Introducing SMX, a model-based planning algorithm using Sequential Monte Carlo methods as a scalable sample-based search. SMX demonstrates a statistically significant improvement in performance exceeding AlphaZero and model-free methods across both continuous and discrete environments.


Generative Model for Small Molecules with Latent Space RL Fine-Tuning to Protein Targets 

We propose a latent-variable transformer model for small molecules trained with a variant of the SAFE representation called SAFER. Using SAFER, we significantly increase the percentage of valid and chemically stable molecules with a validity rate above 90% and a fragmentation rate less than 1%. Furthermore, fine tuning the model with Reinforcement Learning improves molecular docking for five protein targets, nearly doubling hit candidates for certain targets and achieving top 5% mean docking scores comparable to or better than current state-of-the-art methods.


Quality-Diversity for One-Shot Biological Sequence Design 

We introduce a Quality-Diversity method based on Map-Elites algorithm to conservatively score biological sequences using only a limited dataset, along with a novel way to represent biological sequences in a low dimensional way to facilitate the illumination procedure.

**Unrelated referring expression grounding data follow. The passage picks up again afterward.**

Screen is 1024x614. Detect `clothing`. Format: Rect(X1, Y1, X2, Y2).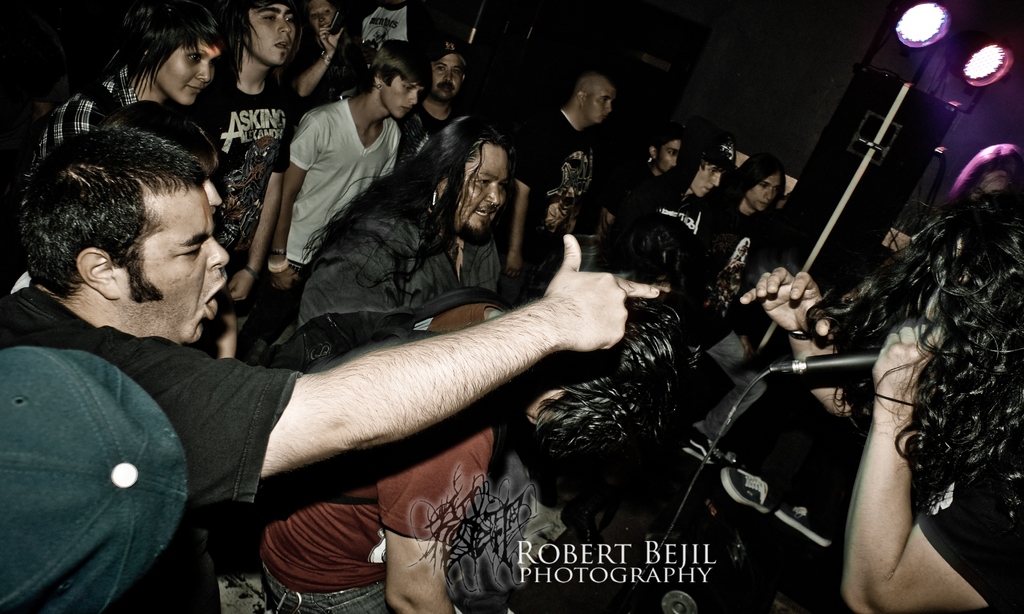
Rect(196, 67, 289, 286).
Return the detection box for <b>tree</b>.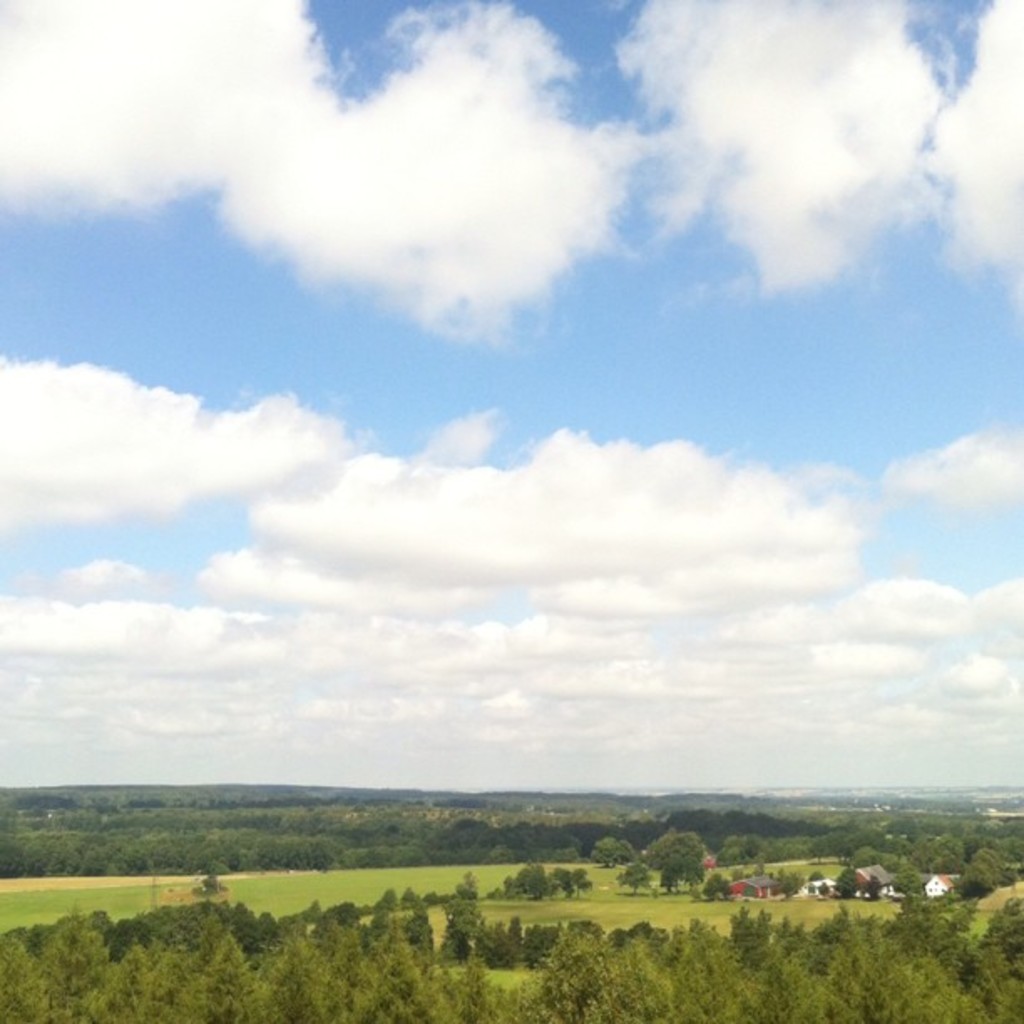
(843, 838, 912, 873).
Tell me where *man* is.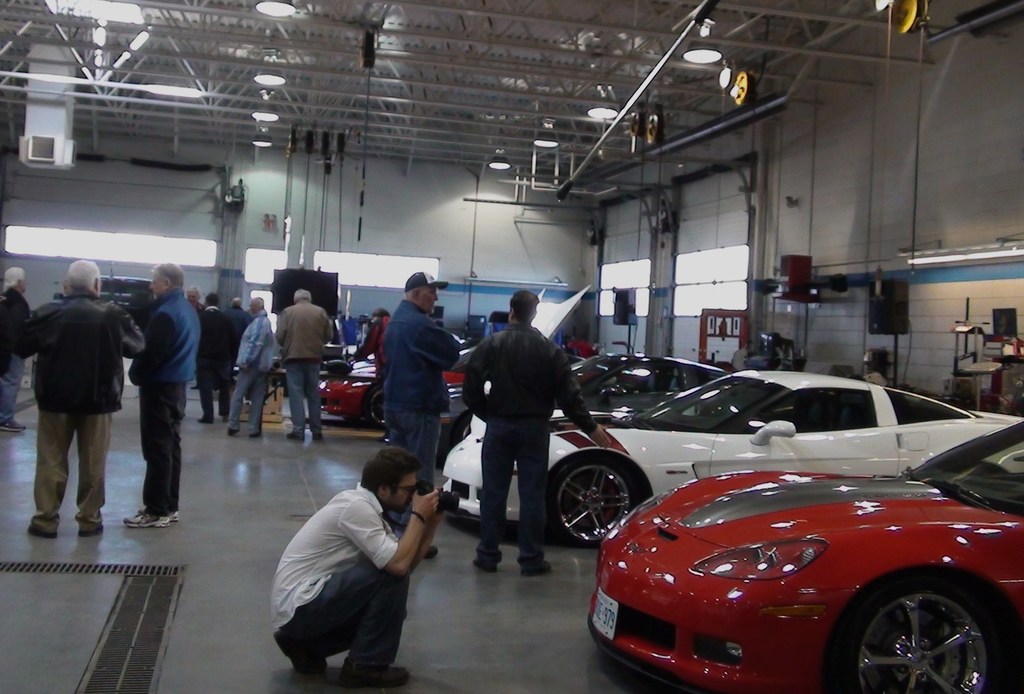
*man* is at 2/263/36/431.
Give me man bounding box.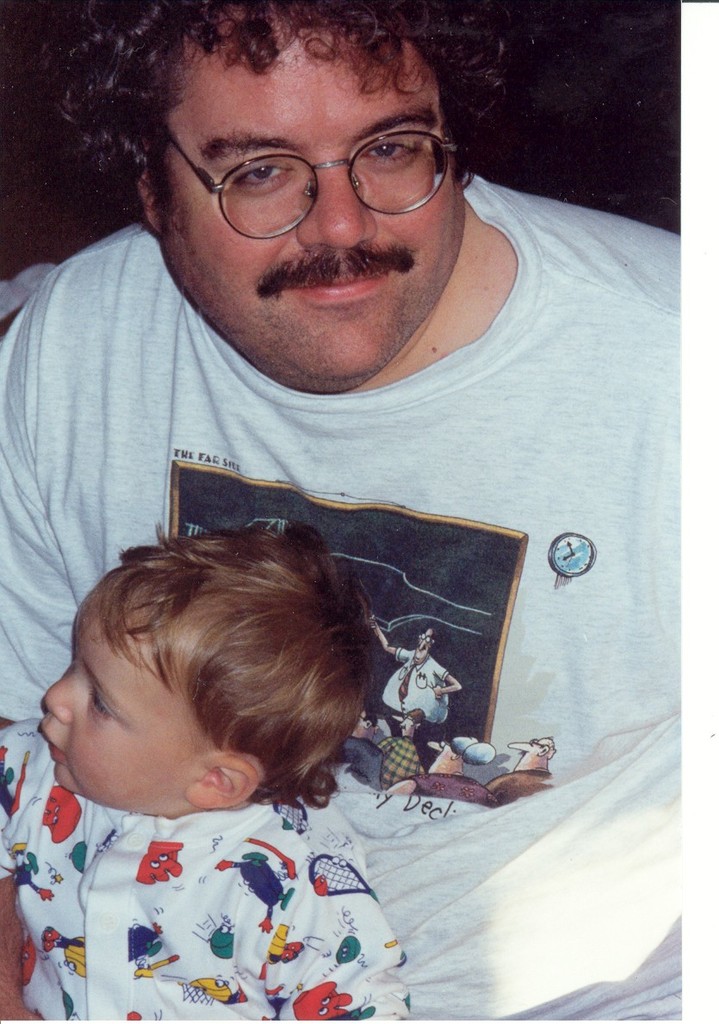
BBox(0, 35, 682, 926).
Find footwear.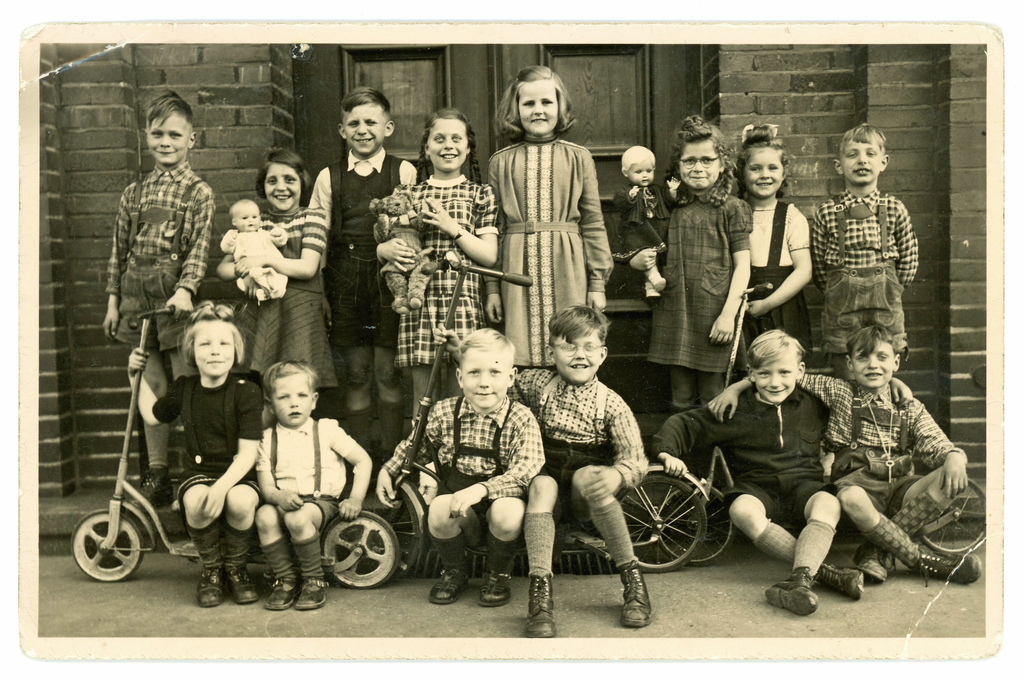
[x1=764, y1=566, x2=818, y2=618].
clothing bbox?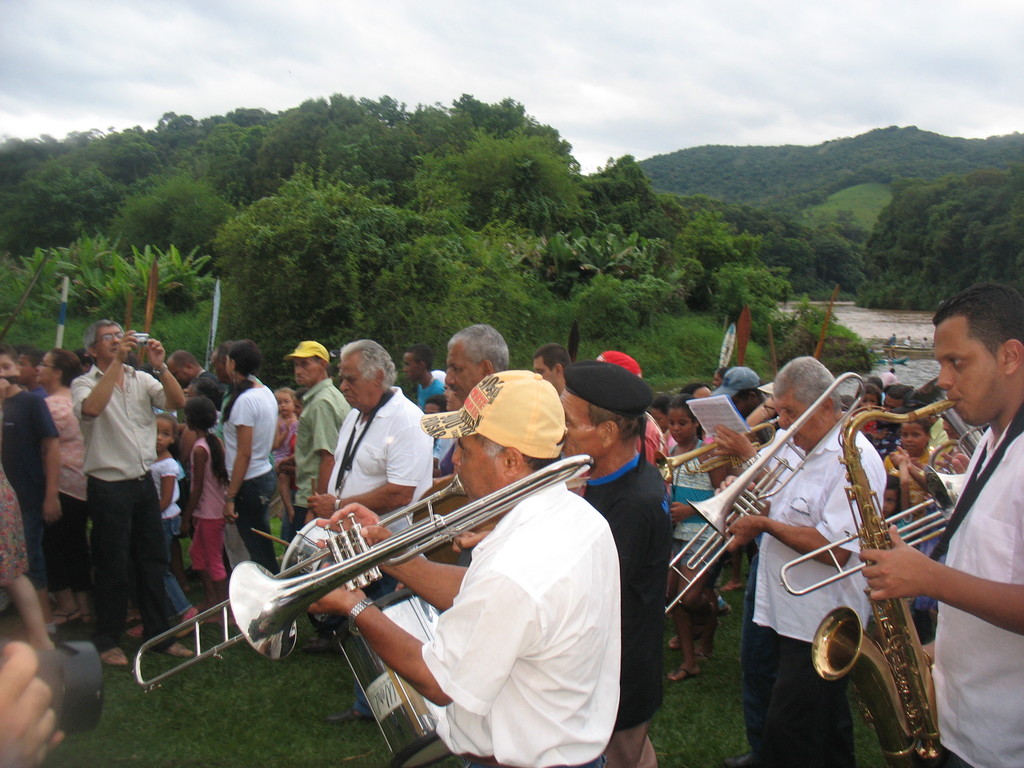
224/367/290/573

We show our methodology to consistently improve over both traditional and novel tailored methods on 3 datasets.


Likelihood-based fine-tuning of protein language models for few-shot fitness prediction and design 

We extend previously proposed ranking-based loss functions to adapt the likelihoods of family-based and masked protein language models, and demonstrate that the best configurations outperform state-of-the-art approaches in both the few-shot fine-tuning and multi-round design settings. 


Coordination Failure in Cooperative Offline MARL 

We use polynomial games to demonstrate coordination failure in offline MARL, and propose a solution using prioritised replay. The paper shows how insights drawn from simplified, tractable games can lead to useful, theoretically grounded insights that transfer to more complex contexts. A core dimension of offering is an interactive notebook, from which almost all of our results can be reproduced, in a browser.